PARIS/SINGAPORE, Dec 7 (Reuters) – French container shipping giant CMA CGM is to buy Singapore’s Neptune Orient Lines for $2.4 billion, making its biggest-ever acquisition to help it to ride out a severe market downturn.
The takeover, which the companies expect to proceed in mid-2016 following anti-trust approvals, would cement family-owned CMA CGM’s spot as the world’s third-largest container shipping line by handing it market leadership on busy trans-Pacific routes.
The acquisition of state-controlled Neptune crowns a recovery for CMA CGM and its founding Saade family, which suffered deep financial troubles in the 2009 shipping slump that led it to bring in minority investors from outside the group.
The shipping industry has been battered by overcapacity, slow economic growth and weak freight rates, prompting bigger firms to embark on vessel-sharing alliances and to look at buying out smaller companies.
NOL has struggled in the downturn, reporting four consecutive years of losses up to the year ended December 2014.
“We operate in a very fragmented world with many players and the industry as a whole suffers from volatile freight rates,” CMA CGM Vice Chairman Rodolphe Saade said at a news conference with NOL in Singapore.
“We believe that scale is more critical than ever to ensure profitable growth.”
Marseille-based CMA CGM offered S$1.30 a share in cash, 6 percent above NOL’s last closing stock price and valuing the deal at S$3.4 billion ($2.4 billion).
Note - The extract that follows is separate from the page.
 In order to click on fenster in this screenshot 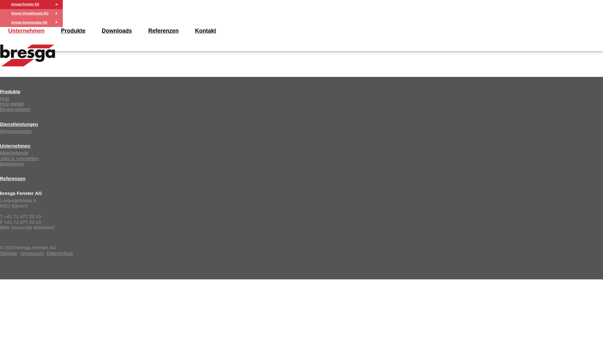, I will do `click(28, 56)`.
NOL’s majority owner, Singapore state investor Temasek, has agreed to tender all of its stake of nearly 67 percent.
Temasek had paid S$2.80 a share in 2004 when it increased its stake in NOL to 68 percent from 29 percent.
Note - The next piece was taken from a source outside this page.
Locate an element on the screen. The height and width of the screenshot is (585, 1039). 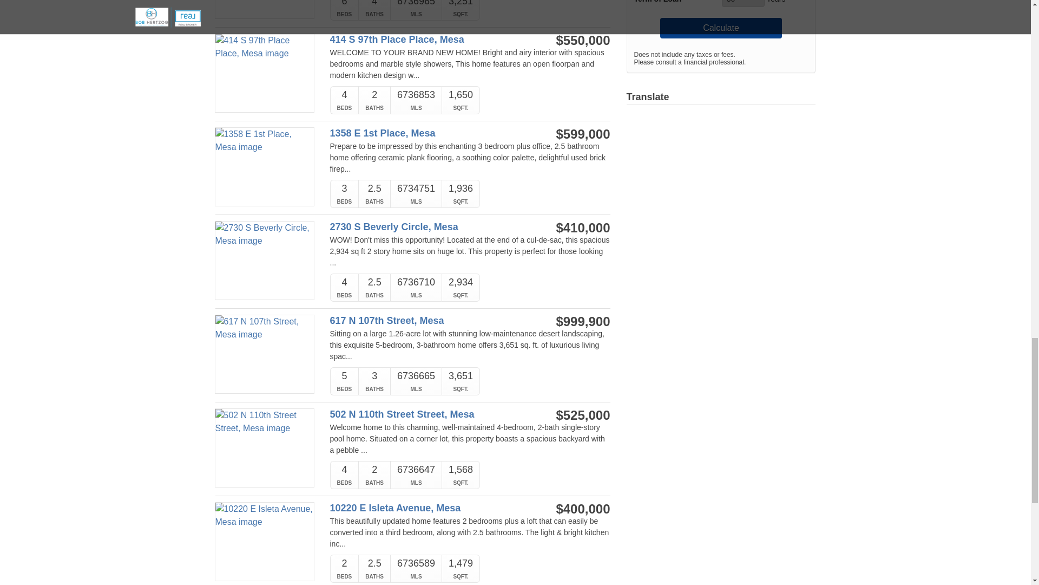
2730 S Beverly Circle, Mesa is located at coordinates (429, 227).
CMA CGM will make a mandatory cash offer for the remaining shares from minority shareholders that include BlackRock.
“With few others having the resources or inclination, we suspect that this is not just the best offer for NOL stock but the only one,” Credit Suisse analysts said in a note.
SAADES AT THE HELM
CMA CGM said its biggest-ever acquisition would create a group with combined revenue of $22 billion and 563 vessels.
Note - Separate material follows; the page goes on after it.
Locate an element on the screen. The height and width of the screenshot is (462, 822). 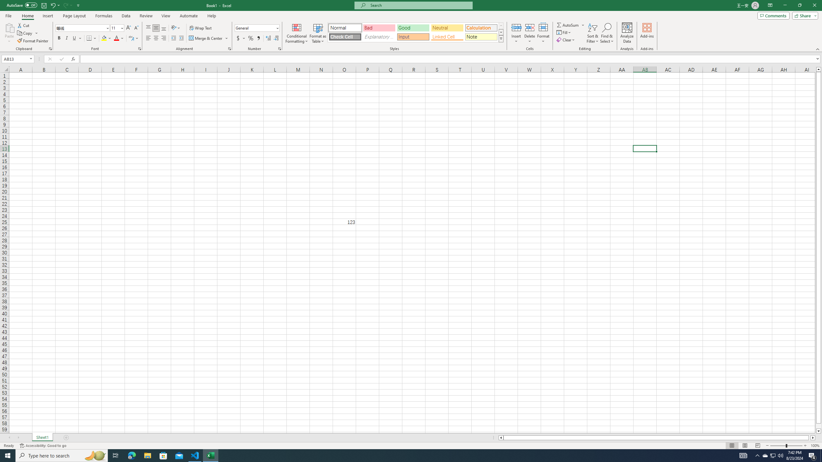
Sort & Filter is located at coordinates (593, 33).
The new entity’s worldwide market share would reach 11.5 percent, putting CMA CGM closer to its larger rivals Maersk Line and MSC, and give it a lead over companies operating between Asian and North America, according to estimates from shipping consultancy Alphaliner.
Rodolphe Saade said he started talks with NOL a year ago, and his piloting of the deal underlines his growing stature in the group founded by his father Jacques in 1978 after he left his country of birth, Lebanon, due to the civil war.
CMA CGM has secured a $1.65 billion loan from a pool of banks led by BNP Paribas, HSBC and JPMorgan , to help finance the deal. This will add to its existing debt of $5 billion that will also be boosted by NOL’s debt of $2.9 billion.
The French group said its geographical fit with NOL would bring significant savings, which it declined to put a figure on. It also set a target of $1 billion in divestments once it had reviewed assets at both companies, allowing it to bring its gearing ratio back below 0.8 after 18-24 months.
CMA CGM will eventually consider listing its shares, possibly in Singapore, Saade said. It has previously considered a listing as a possibility if second-largest shareholder, Turkish group Yildirim, decides to sell its convertible bonds.
Credit rating agency Standard & Poor’s revised its outlook for CMA CGM to negative following the announcement of the deal but reiterated its ‘B+’ rating for the firm.
The NOL acquisition would be Singapore’s biggest inbound deal since 2013, when companies linked to Thai tycoon Charoen Sirivadhanabhakdi took control of conglomerate Fraser and Neave for $11 billion.